____ Material for this exercise
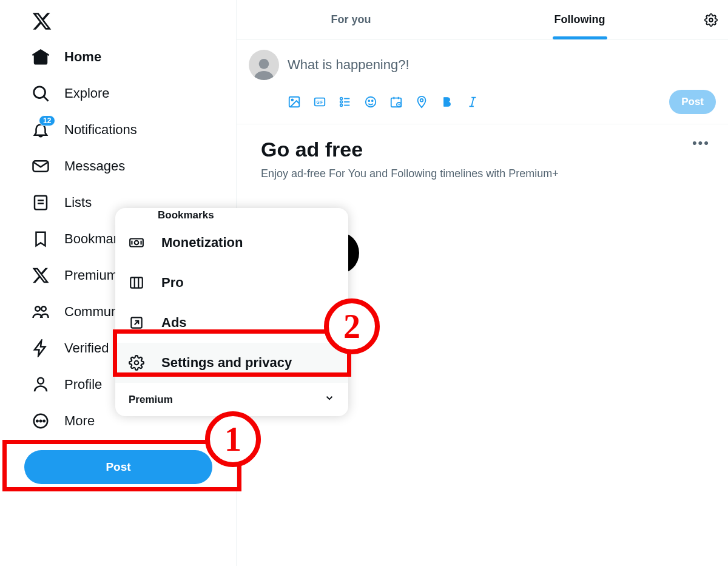  Describe the element at coordinates (232, 312) in the screenshot. I see `more-menu-popup: Bookmarks Monetization Pro Ads Settings …` at that location.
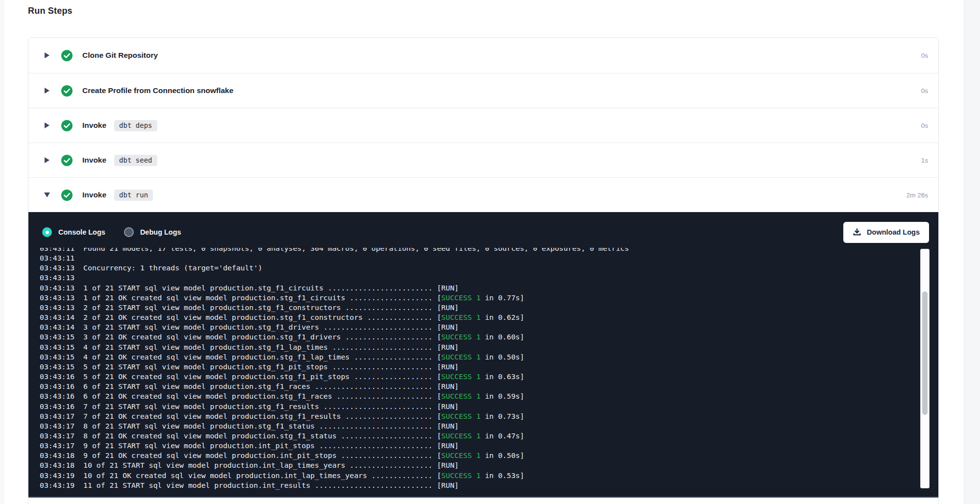 This screenshot has height=504, width=980. I want to click on radio-label-debug-logs: Debug Logs, so click(161, 232).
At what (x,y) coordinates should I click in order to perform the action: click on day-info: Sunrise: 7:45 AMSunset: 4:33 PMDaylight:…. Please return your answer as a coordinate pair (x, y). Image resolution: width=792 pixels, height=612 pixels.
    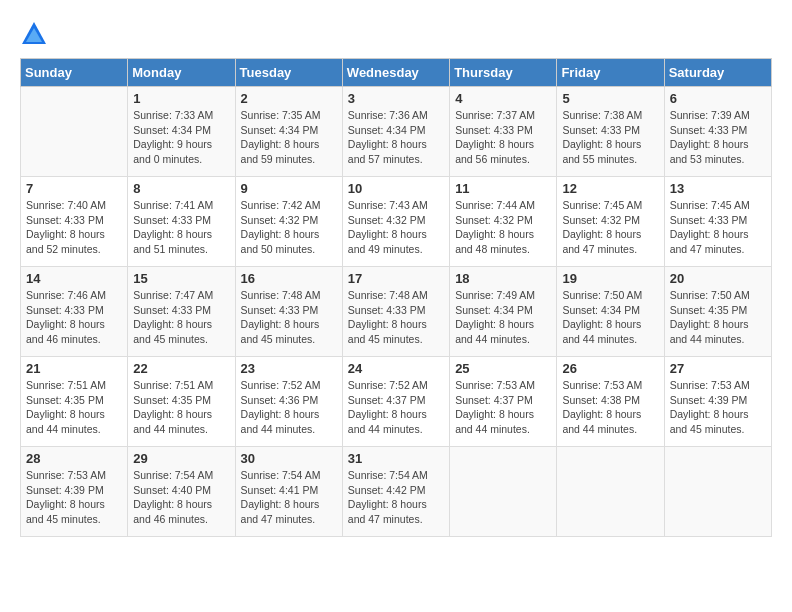
    Looking at the image, I should click on (718, 228).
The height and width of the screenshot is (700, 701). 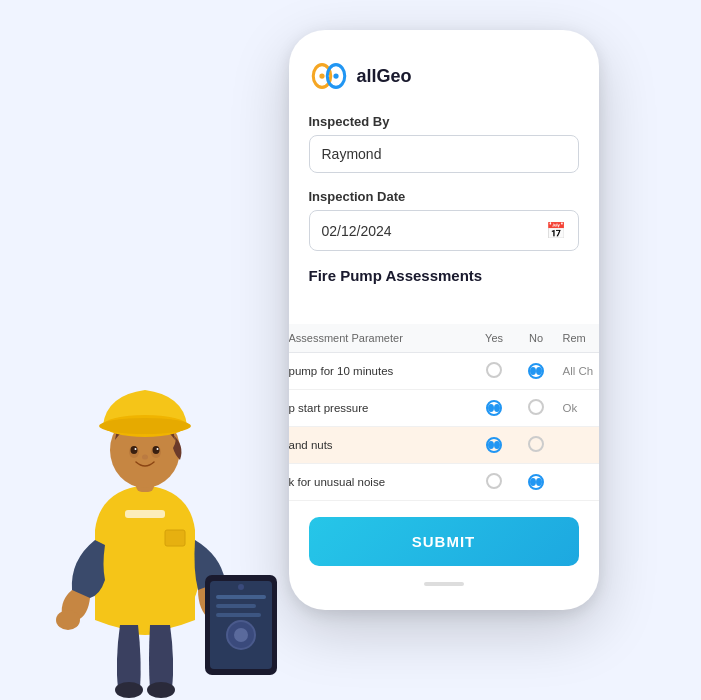 I want to click on inspected-by-input: Raymond, so click(x=444, y=154).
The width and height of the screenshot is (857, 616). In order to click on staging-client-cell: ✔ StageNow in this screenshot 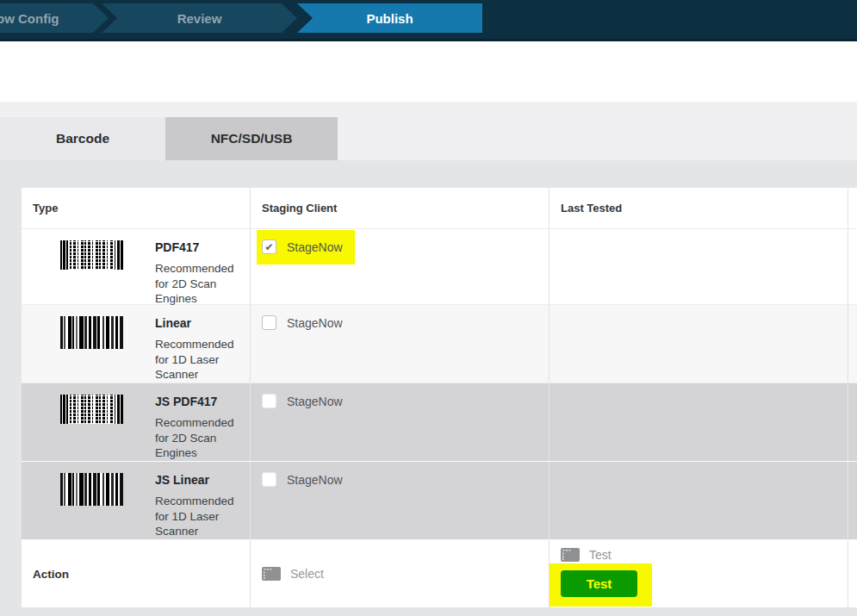, I will do `click(400, 267)`.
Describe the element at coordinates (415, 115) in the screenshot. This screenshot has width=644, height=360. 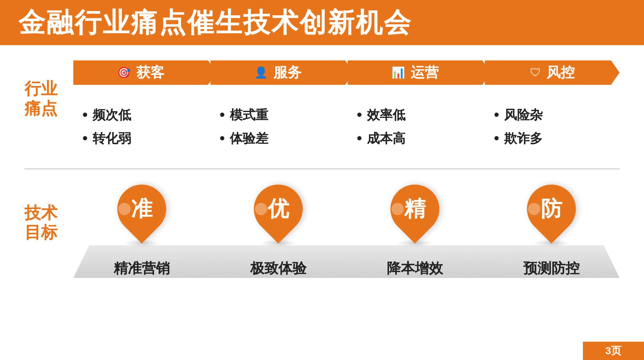
I see `pain-operation-1: 效率低` at that location.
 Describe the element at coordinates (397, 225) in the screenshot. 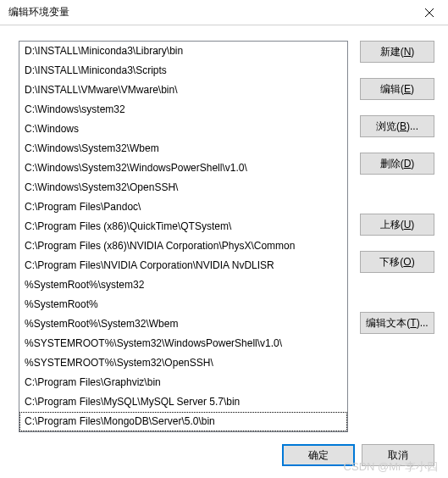

I see `move-up-button: 上移(U)` at that location.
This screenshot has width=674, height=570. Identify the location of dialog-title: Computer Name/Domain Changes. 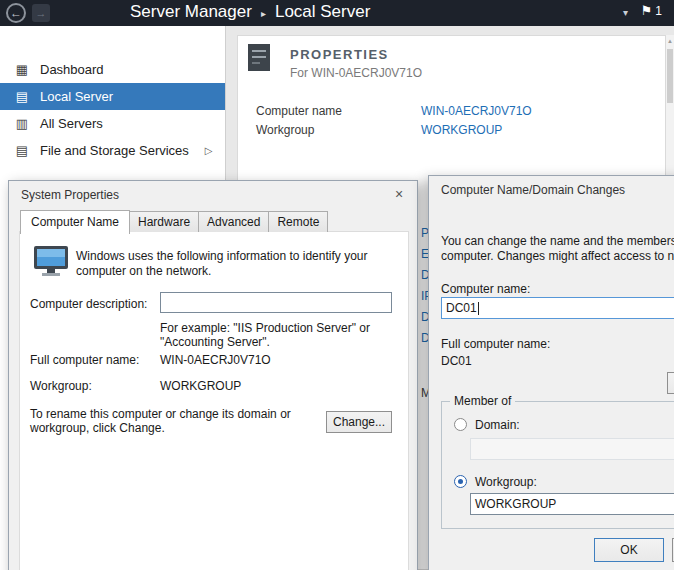
(533, 190).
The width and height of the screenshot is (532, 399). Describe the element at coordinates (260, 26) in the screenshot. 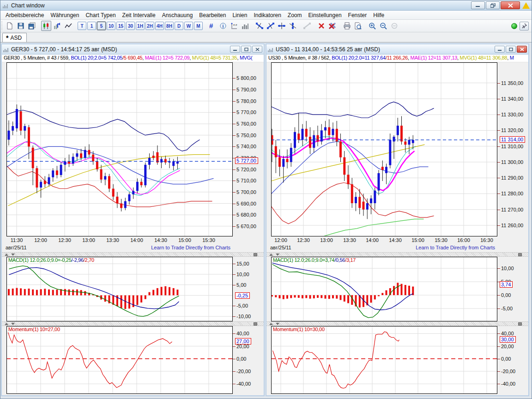

I see `trendline-down-button` at that location.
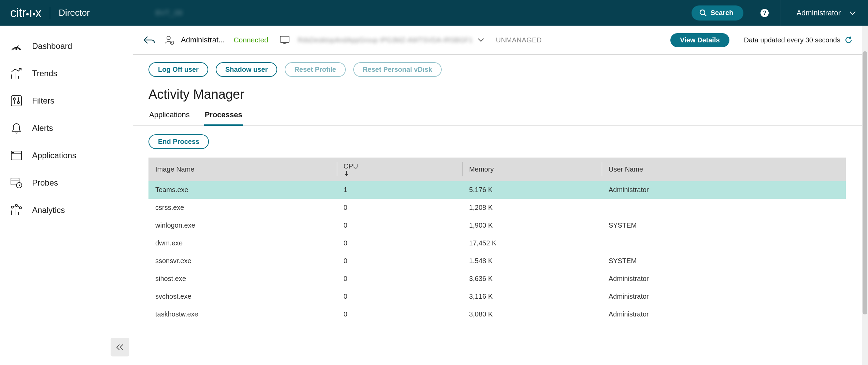 Image resolution: width=868 pixels, height=365 pixels. What do you see at coordinates (781, 13) in the screenshot?
I see `header-divider-right` at bounding box center [781, 13].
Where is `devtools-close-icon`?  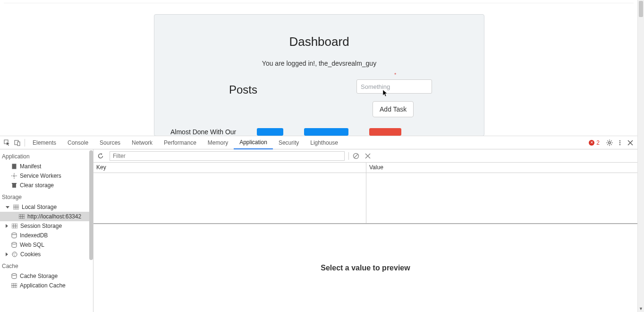
devtools-close-icon is located at coordinates (630, 143).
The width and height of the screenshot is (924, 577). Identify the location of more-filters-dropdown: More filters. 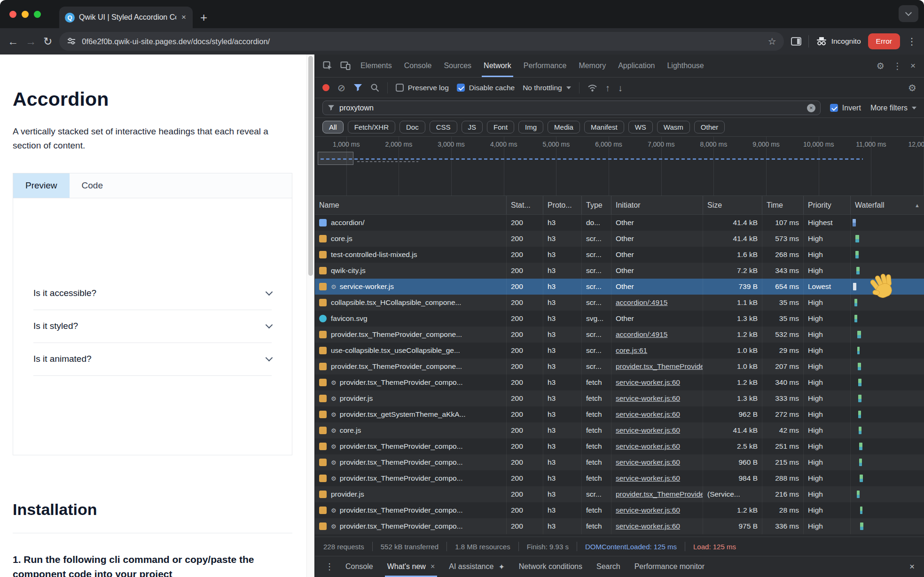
________
(Directions for this task): Set down exactly, and only, the lines from the one containing "Describe the element at coordinates (415, 115)" through the last line of the entries. Pictures do not belong in the copy.

(Written answer):
Describe the element at coordinates (415, 115) in the screenshot. This screenshot has width=644, height=360. 
I see `pain-operation-1: 效率低` at that location.
 Describe the element at coordinates (397, 225) in the screenshot. 

I see `move-up-button: 上移(U)` at that location.
This screenshot has width=674, height=570. Identify the location of dialog-title: Computer Name/Domain Changes. 
(533, 190).
The width and height of the screenshot is (532, 399). Describe the element at coordinates (260, 26) in the screenshot. 

I see `trendline-down-button` at that location.
 Image resolution: width=868 pixels, height=365 pixels. What do you see at coordinates (781, 13) in the screenshot?
I see `header-divider-right` at bounding box center [781, 13].
Where is `devtools-close-icon`?  
devtools-close-icon is located at coordinates (630, 143).
The width and height of the screenshot is (924, 577). Identify the location of more-filters-dropdown: More filters. 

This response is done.